Runtime governance gap: AI agent adoption is forcing identity teams to move from provisioning-time thinking to action-time thinking. Once a system can commit code or trigger deploys on its own, the control question becomes whether the workflow can be interrupted, attributed, and revoked before the action chain completes.

The practical signal for programmes is that secrets, CI permissions, and deployment authority now need to be reviewed as one identity surface rather than three separate control domains. That is especially important when AI-written code can carry forward credentials or configuration patterns that expand blast radius faster than human review can catch them.

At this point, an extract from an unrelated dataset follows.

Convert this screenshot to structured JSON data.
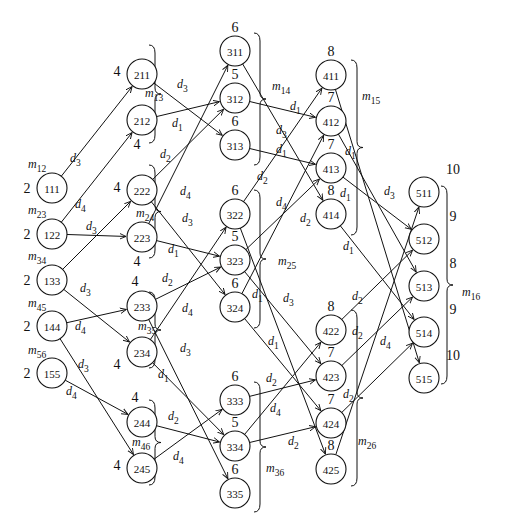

For teams mapping this to standards, the immediate reference point is OWASP Agentic AI Top 10. The broader warning is that 70-80% AI-generated code can become a governance multiplier when identity controls still assume human-paced execution.


For practitioners

  • Inventory every AI agent as a distinct identity subject Record which repositories, build systems, ticketing tools, and deployment paths each agent can touch. Treat the agent’s tool graph as part of its identity profile so approvals and revocation can be traced to a named executor, not a generic platform role.
  • Bound agent execution with task-scoped permissions Grant the minimum tool set needed for a single workflow and remove standing access where the task can be completed with ephemeral permissions. Separate code-writing, testing, and deployment privileges so one agent cannot cross all phases by default.
  • Place human re-entry points inside the workflow Insert approval or verification steps before commit, before deployment, and before any privilege expansion. The goal is not to slow every action, but to ensure a human can interrupt a chain before the agent closes the loop.
  • Watch for secret propagation through generated code Scan generated output and pipeline config for embedded tokens, API keys, and broad environment access. AI-written code should be checked for secret reuse and inherited privileges in the same way third-party code would be reviewed.
  • Tie incident response to the agent lifecycle Define what it means to suspend, quarantine, or revoke an agent when behaviour changes or a model is replaced. Offboarding must cover credentials, tool bindings, and any downstream service accounts created for the workflow.

Key takeaways

  • AI agents are becoming execution identities, which means identity controls now have to govern actions, not just access.
  • The scale signal is clear: companies are already reporting 70-80% AI-written code and high-volume autonomous customer handling.
  • Practitioners should separate tool scope, re-entry points, and offboarding logic so agentic workflows do not outrun governance.

Key terms

  • AI Agent Identity: An AI agent identity is the set of permissions, credentials, and tool bindings that allow a software actor to take action in an environment. Unlike a human login, it may execute at machine speed and can chain multiple tools inside one session, which makes lifecycle control and attribution essential.
  • Delegated Execution Chain: A delegated execution chain is the sequence of tools and systems an agent can invoke after it receives authority to act. The security risk is not only the first permission grant, but the ability to combine repository, CI, and deployment access into one uninterrupted path.
  • Runtime Governance Gap: A runtime governance gap appears when a control is designed for static access but the actor makes decisions while running. In practice, this means review, approval, and certification happen too late to shape the action being taken, leaving the programme with visibility but no intervention point.
  • Secret Propagation: Secret propagation is the spread of tokens, API keys, or certificates from one workflow into another through code, configuration, or automation. In AI-heavy development, generated code can copy or preserve credentials faster than human reviewers can notice, increasing exposure across environments.

Deepen your knowledge

AI agent identity controls and delegated execution paths are core topics in our NHI Foundation Level course, the industry's only accredited NHI security programme. If you are adapting IAM for agentic workflows, it is worth exploring.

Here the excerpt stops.